Why I Built SitemapToLLMs
Why I Built SitemapToLLMs
I've been building developer tools for years - PHP Unserialize, PHP Serialize, PHP Playground, WP Admin Online, and others. They're simple, focused tools that solve one problem well.
But recently, I noticed something shifting in how people discover and use these tools.
More traffic was coming from AI-assisted workflows. People weren’t just Googling “unserialize PHP online” anymore — they were asking ChatGPT, Claude, or Perplexity for recommendations.
And that got me thinking:
How do LLMs actually understand what my sites do?
The answer was uncomfortable.
They don’t — not really. They infer. They scrape fragments. They fill in gaps. Sometimes they hallucinate the rest.
The llms.txt Moment
When I first came across the llms.txt specification, it immediately clicked.
It felt like what robots.txt did for search engines — but for AI.
A structured file at your site root that tells LLMs:
- What the site is about
- Which pages matter
- How everything is organised
The problem was obvious.
Nobody is going to manually maintain an llms.txt file for a site with hundreds of pages. And even if you write one, it goes stale the moment you publish new content.
But I already had sitemaps on all my sites.
Sitemaps already describe structure.
The leap from sitemap → llms.txt felt natural.
Building It
The first version was intentionally simple:
Paste a sitemap URL → get a formatted llms.txt.
Technically correct. Practically useless.
Auth pages leaked through. WordPress archives appeared. Duplicate URLs showed up. The output was just a flat list — no structure, no signal, no prioritisation.
So I iterated.
- URL filtering to remove noise (login pages, admin routes, archives)
- Semantic section naming (turning slugs into readable headings)
- Automatic grouping of legal pages
- Priority-based ordering so important content appears first
With each improvement, the output became more meaningful.
It stopped being a URL dump and started becoming something that genuinely helps an LLM understand a site's purpose and structure.
Making It Sustainable
From building other tools, I’ve learned something simple:
“Free forever” doesn’t pay server bills.
But I also didn’t want to hide the core functionality behind a paywall.
So I landed on something fair:
Free
- Up to 5 sites
- Manual generation anytime
- 100 URLs per site
Pro — $0.99/site/month
- Up to 50,000 URLs
- Automated daily/weekly/monthly regeneration
- Email notifications
The Pro tier solves a real problem.
An llms.txt file is only useful if it stays current.
If you publish weekly content, your AI-facing structure should update automatically — not rely on you remembering to regenerate it.
What I Learned
Building SitemapToLLMs reinforced something I keep rediscovering:
The best tools automate the thing you’d otherwise forget to do.
Nobody wakes up thinking:
“I should update my llms.txt today.”
But everyone wants their site to be discoverable by AI.
The AI discovery landscape today feels a bit like SEO did 15 years ago. Early, undefined, slightly chaotic.
llms.txt might not be the final standard.
But the underlying need — making websites machine-readable for LLMs — isn’t going away.
If anything, it’s becoming foundational.
If you have a website, you’ll likely need some structured AI-facing layer.
And if you don’t want to maintain it by hand, that’s exactly why I built 👉 SitemapToLLMs.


◆ EXERCISE INSTRUCTIONS:
Every line of the records that holds the word "distance" should be copied out.

** Opening PROVIDED RECORDS block **

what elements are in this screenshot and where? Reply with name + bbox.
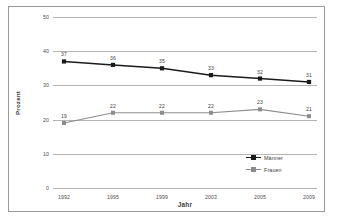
legend-item-maenner[interactable]: Männer xyxy=(246,152,283,163)
data-label: 36 xyxy=(110,55,116,61)
data-point-marker xyxy=(258,107,262,111)
y-tick-label-30: 30 xyxy=(43,82,49,88)
x-axis-title: Jahr xyxy=(178,201,192,208)
x-tick-label-1992: 1992 xyxy=(58,194,70,200)
data-point-marker xyxy=(111,63,115,67)
data-label: 22 xyxy=(159,103,165,109)
data-point-marker xyxy=(111,111,115,115)
data-label: 37 xyxy=(61,51,67,57)
series-maenner xyxy=(62,59,311,84)
y-tick-label-0: 0 xyxy=(46,185,49,191)
legend-marker-square-icon xyxy=(246,166,261,173)
x-tick-label-2003: 2003 xyxy=(205,194,217,200)
y-tick-label-50: 50 xyxy=(43,14,49,20)
data-label: 31 xyxy=(306,72,312,78)
legend-label-frauen: Frauen xyxy=(264,167,282,173)
data-point-marker xyxy=(258,76,262,80)
y-tick-label-20: 20 xyxy=(43,117,49,123)
data-label: 19 xyxy=(61,113,67,119)
data-point-marker xyxy=(160,66,164,70)
data-point-marker xyxy=(62,121,66,125)
x-tick-label-2009: 2009 xyxy=(303,194,315,200)
y-tick-label-10: 10 xyxy=(43,151,49,157)
y-tick-label-40: 40 xyxy=(43,48,49,54)
data-label: 33 xyxy=(208,65,214,71)
data-point-marker xyxy=(160,111,164,115)
data-point-marker xyxy=(307,114,311,118)
x-tick-label-2005: 2005 xyxy=(254,194,266,200)
data-label: 21 xyxy=(306,106,312,112)
data-label: 23 xyxy=(257,99,263,105)
x-tick-label-1995: 1995 xyxy=(107,194,119,200)
data-point-marker xyxy=(307,80,311,84)
data-label: 22 xyxy=(208,103,214,109)
chart-legend: Männer Frauen xyxy=(246,152,308,178)
y-axis-title: Prozent xyxy=(14,91,21,115)
legend-item-frauen[interactable]: Frauen xyxy=(246,164,282,175)
legend-label-maenner: Männer xyxy=(264,155,283,161)
data-label: 22 xyxy=(110,103,116,109)
data-label: 35 xyxy=(159,58,165,64)
data-point-marker xyxy=(209,111,213,115)
legend-marker-diamond-icon xyxy=(246,154,261,161)
data-point-marker xyxy=(209,73,213,77)
data-label: 32 xyxy=(257,69,263,75)
x-tick-label-1999: 1999 xyxy=(156,194,168,200)
series-line xyxy=(64,109,309,123)
data-point-marker xyxy=(62,59,66,63)
series-line xyxy=(64,61,309,82)
chart-figure: Prozent Jahr 50 40 30 20 10 0 1992 1995 … xyxy=(0,0,339,223)
series-frauen xyxy=(62,107,311,125)
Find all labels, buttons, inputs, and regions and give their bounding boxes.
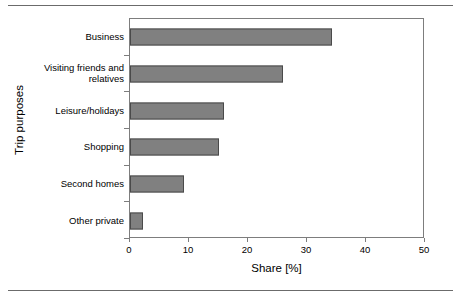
y-axis-category-label-line: Business (0, 31, 124, 42)
x-axis-tick-label: 20 (232, 244, 262, 255)
y-axis-category-label-line: Leisure/holidays (0, 104, 124, 115)
x-axis-tick (424, 238, 425, 242)
x-axis-tick (188, 238, 189, 242)
bar (130, 175, 184, 192)
y-axis-category-label: Business (0, 31, 124, 42)
bottom-divider-rule (8, 290, 453, 291)
x-axis-title: Share [%] (129, 262, 424, 274)
y-axis-category-labels: BusinessVisiting friends andrelativesLei… (0, 18, 124, 238)
x-axis-tick (247, 238, 248, 242)
bar-row (130, 19, 423, 56)
x-axis-tick (129, 238, 130, 242)
bar (130, 139, 219, 156)
x-axis-tick-label: 10 (173, 244, 203, 255)
y-axis-category-label-line: relatives (0, 73, 124, 84)
bar (130, 102, 224, 119)
y-axis-category-label: Other private (0, 214, 124, 225)
figure-container: Trip purposes BusinessVisiting friends a… (0, 0, 461, 296)
bar (130, 65, 283, 82)
y-axis-category-label: Second homes (0, 178, 124, 189)
y-axis-category-label: Shopping (0, 141, 124, 152)
y-axis-category-label-line: Other private (0, 214, 124, 225)
bar-row (130, 202, 423, 239)
y-axis-category-label-line: Second homes (0, 178, 124, 189)
bar-row (130, 92, 423, 129)
x-axis-tick-label: 30 (291, 244, 321, 255)
x-axis-tick-label: 0 (114, 244, 144, 255)
x-axis-tick-label: 40 (350, 244, 380, 255)
top-divider-rule (8, 5, 453, 6)
y-axis-category-label: Visiting friends andrelatives (0, 62, 124, 84)
bar (130, 29, 332, 46)
bar-row (130, 56, 423, 93)
bar (130, 212, 143, 229)
bar-row (130, 129, 423, 166)
y-axis-category-label-line: Shopping (0, 141, 124, 152)
y-axis-category-label-line: Visiting friends and (0, 62, 124, 73)
x-axis-tick-label: 50 (409, 244, 439, 255)
bar-row (130, 166, 423, 203)
x-axis-tick (365, 238, 366, 242)
y-axis-category-label: Leisure/holidays (0, 104, 124, 115)
x-axis-tick (306, 238, 307, 242)
plot-area (129, 18, 424, 238)
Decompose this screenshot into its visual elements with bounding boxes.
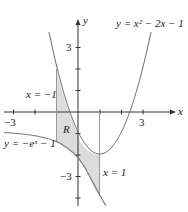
graph: y x 3 −3 −3 3 y = x² − 2x − 1 y = −eˣ − … <box>0 0 188 212</box>
line-x-neg1-label: x = −1 <box>25 88 57 100</box>
x-axis-label: x <box>177 105 183 117</box>
y-axis-arrow-icon <box>76 19 81 25</box>
tick-label-yneg3: −3 <box>60 170 72 182</box>
y-axis-label: y <box>82 14 88 26</box>
x-axis-arrow-icon <box>170 110 176 115</box>
exp-curve-label: y = −eˣ − 1 <box>3 137 56 149</box>
tick-label-x3: 3 <box>139 116 145 128</box>
tick-label-y3: 3 <box>66 41 72 53</box>
region-r-label: R <box>62 123 70 135</box>
tick-label-xneg3: −3 <box>4 116 16 128</box>
parabola-label: y = x² − 2x − 1 <box>115 17 184 29</box>
line-x-1-label: x = 1 <box>102 166 126 178</box>
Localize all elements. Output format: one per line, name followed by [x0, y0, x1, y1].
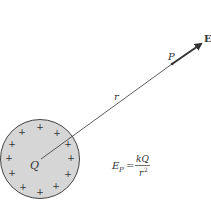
field-formula: E P = kQ r 2: [111, 154, 150, 178]
field-vector-arrow: [172, 44, 201, 64]
plus-sign: +: [18, 127, 26, 137]
plus-sign: +: [67, 153, 75, 163]
formula-equals: =: [126, 160, 134, 171]
plus-sign: +: [8, 139, 16, 149]
distance-line: [41, 64, 172, 159]
point-label: P: [167, 51, 175, 62]
electric-field-diagram: + + + + + + + + + + + + Q r P E E P = kQ…: [0, 0, 211, 202]
formula-exponent: 2: [144, 166, 148, 173]
charge-label: Q: [30, 159, 39, 172]
plus-sign: +: [19, 182, 27, 192]
plus-sign: +: [8, 168, 16, 178]
plus-sign: +: [36, 122, 44, 132]
plus-sign: +: [52, 181, 60, 191]
plus-sign: +: [5, 153, 13, 163]
distance-label: r: [114, 91, 120, 102]
plus-sign: +: [53, 128, 61, 138]
formula-lhs-subscript: P: [118, 166, 124, 174]
field-label: E: [204, 33, 211, 44]
plus-sign: +: [64, 139, 72, 149]
plus-sign: +: [64, 169, 72, 179]
plus-sign: +: [36, 187, 44, 197]
formula-numerator: kQ: [136, 154, 149, 164]
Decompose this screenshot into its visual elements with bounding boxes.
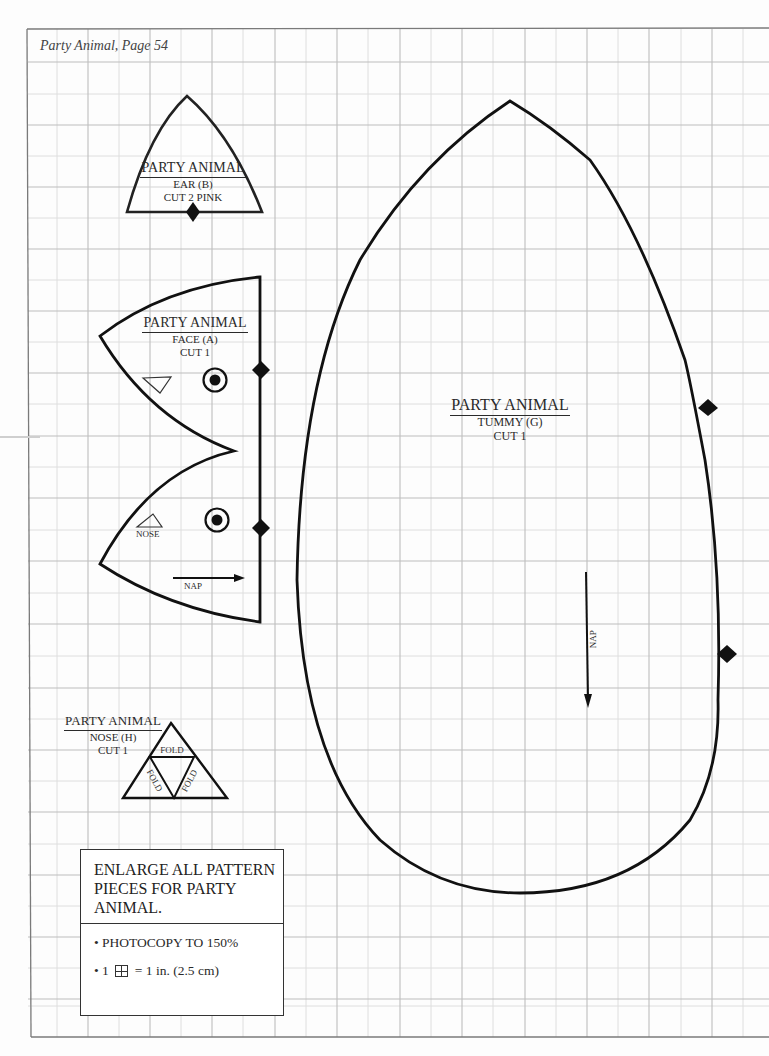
tummy-nap-label: NAP [588, 630, 598, 648]
tummy-name: TUMMY (G) [440, 416, 580, 430]
instructions-heading: ENLARGE ALL PATTERN PIECES FOR PARTY ANI… [81, 850, 283, 924]
scale-suffix: = 1 in. (2.5 cm) [135, 963, 219, 979]
scale-prefix: • 1 [94, 963, 109, 979]
face-notch-diamond-1 [252, 361, 270, 379]
ear-label: PARTY ANIMAL EAR (B) CUT 2 PINK [138, 160, 248, 203]
tummy-cut: CUT 1 [440, 430, 580, 444]
ear-name: EAR (B) [138, 178, 248, 191]
tummy-piece-outline [297, 101, 719, 893]
ear-cut: CUT 2 PINK [138, 191, 248, 204]
tummy-title: PARTY ANIMAL [450, 396, 570, 416]
eye-marker-2 [206, 509, 229, 532]
face-nap-label: NAP [184, 581, 202, 591]
instructions-photocopy: • PHOTOCOPY TO 150% [81, 935, 283, 951]
tummy-notch-diamond-1 [698, 399, 718, 416]
enlarge-instructions-box: ENLARGE ALL PATTERN PIECES FOR PARTY ANI… [80, 849, 284, 1016]
pattern-page: FOLD FOLD FOLD Party Animal, Page 54 PAR… [0, 0, 769, 1056]
instructions-scale: • 1 = 1 in. (2.5 cm) [81, 963, 283, 979]
face-nose-label: NOSE [136, 529, 160, 539]
page-header: Party Animal, Page 54 [40, 38, 168, 54]
nose-fold-label-top: FOLD [160, 745, 184, 755]
nose-title: PARTY ANIMAL [64, 714, 162, 731]
face-label: PARTY ANIMAL FACE (A) CUT 1 [140, 315, 250, 358]
face-name: FACE (A) [140, 333, 250, 346]
nose-label: PARTY ANIMAL NOSE (H) CUT 1 [64, 714, 162, 756]
face-notch-diamond-2 [252, 519, 270, 537]
face-title: PARTY ANIMAL [142, 315, 247, 333]
face-cut: CUT 1 [140, 346, 250, 359]
ear-title: PARTY ANIMAL [140, 160, 245, 178]
grid-square-icon [115, 965, 128, 977]
nose-cut: CUT 1 [64, 744, 162, 757]
eye-marker-1 [204, 369, 227, 392]
tummy-label: PARTY ANIMAL TUMMY (G) CUT 1 [440, 396, 580, 444]
nose-name: NOSE (H) [64, 731, 162, 744]
nose-placement-triangle-1 [143, 377, 171, 393]
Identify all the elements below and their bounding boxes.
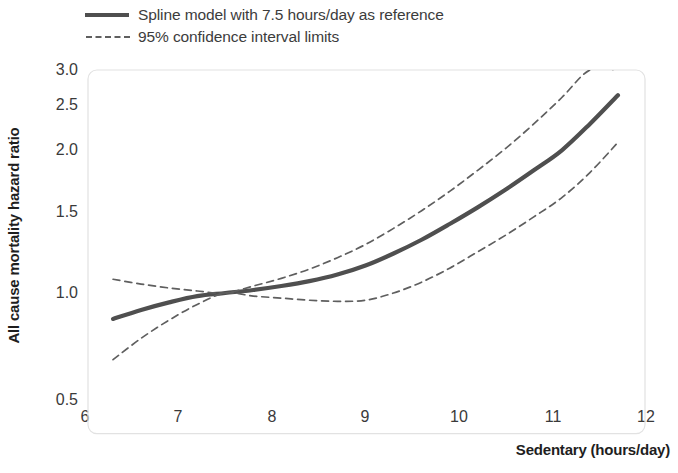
x-tick-label: 8	[252, 409, 292, 425]
x-tick-label: 6	[65, 409, 105, 425]
x-tick-label: 10	[439, 409, 479, 425]
x-tick-label: 9	[345, 409, 385, 425]
x-tick-label: 12	[626, 409, 666, 425]
chart-figure: Spline model with 7.5 hours/day as refer…	[0, 0, 678, 473]
x-axis-tick-labels: 6 7 8 9 10 11 12	[0, 0, 678, 473]
x-tick-label: 11	[533, 409, 573, 425]
x-axis-title: Sedentary (hours/day)	[300, 441, 670, 458]
x-tick-label: 7	[158, 409, 198, 425]
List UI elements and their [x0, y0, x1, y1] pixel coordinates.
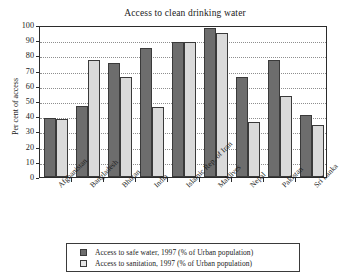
y-tick-label: 100: [4, 22, 34, 30]
bar-sanitation: [184, 42, 196, 177]
bars-layer: [40, 27, 326, 177]
bar-group: [76, 27, 100, 177]
bar-group: [44, 27, 68, 177]
y-tick-label: 20: [4, 144, 34, 152]
bar-sanitation: [312, 125, 324, 177]
bar-sanitation: [56, 119, 68, 177]
y-tick-label: 40: [4, 113, 34, 121]
bar-sanitation: [88, 60, 100, 177]
bar-group: [108, 27, 132, 177]
bar-sanitation: [152, 107, 164, 177]
y-tick-label: 80: [4, 52, 34, 60]
y-tick-label: 70: [4, 68, 34, 76]
bar-group: [300, 27, 324, 177]
legend-label: Access to sanitation, 1997 (% of Urban p…: [95, 259, 252, 268]
bar-safe-water: [172, 42, 184, 177]
bar-safe-water: [268, 60, 280, 177]
y-tick-label: 0: [4, 174, 34, 182]
bar-group: [268, 27, 292, 177]
y-tick-label: 60: [4, 83, 34, 91]
legend-item: Access to sanitation, 1997 (% of Urban p…: [67, 258, 299, 269]
bar-safe-water: [140, 48, 152, 177]
bar-safe-water: [236, 77, 248, 177]
bar-sanitation: [248, 122, 260, 177]
y-tick-label: 10: [4, 159, 34, 167]
legend-swatch-safe-water-icon: [80, 249, 87, 256]
y-axis: 0102030405060708090100: [0, 0, 39, 179]
bar-sanitation: [120, 77, 132, 177]
bar-group: [140, 27, 164, 177]
y-tick-label: 50: [4, 98, 34, 106]
legend-swatch-sanitation-icon: [80, 260, 87, 267]
chart-title: Access to clean drinking water: [40, 8, 330, 18]
bar-safe-water: [44, 118, 56, 177]
bar-group: [172, 27, 196, 177]
y-tick-label: 30: [4, 128, 34, 136]
legend-item: Access to safe water, 1997 (% of Urban p…: [67, 247, 299, 258]
legend-label: Access to safe water, 1997 (% of Urban p…: [95, 248, 253, 257]
x-axis-labels: AfghanistanBangladeshBhutanIndiaIslamic …: [39, 183, 327, 239]
y-tick-label: 90: [4, 37, 34, 45]
bar-sanitation: [280, 96, 292, 177]
bar-group: [236, 27, 260, 177]
chart-legend: Access to safe water, 1997 (% of Urban p…: [66, 243, 300, 272]
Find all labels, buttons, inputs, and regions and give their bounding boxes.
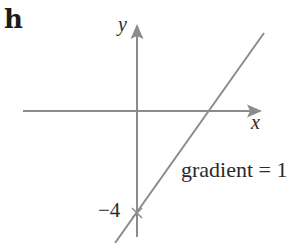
part-label: h: [4, 6, 23, 32]
x-axis-label: x: [251, 112, 260, 132]
y-intercept-label: −4: [98, 200, 120, 221]
y-axis-label: y: [118, 14, 127, 34]
gradient-annotation: gradient = 1: [181, 159, 288, 181]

** Closing PROVIDED RECORDS block **

◆ THE COMPLETED TASK:
distance-line: [41, 64, 172, 159]
distance-label: r: [114, 91, 120, 102]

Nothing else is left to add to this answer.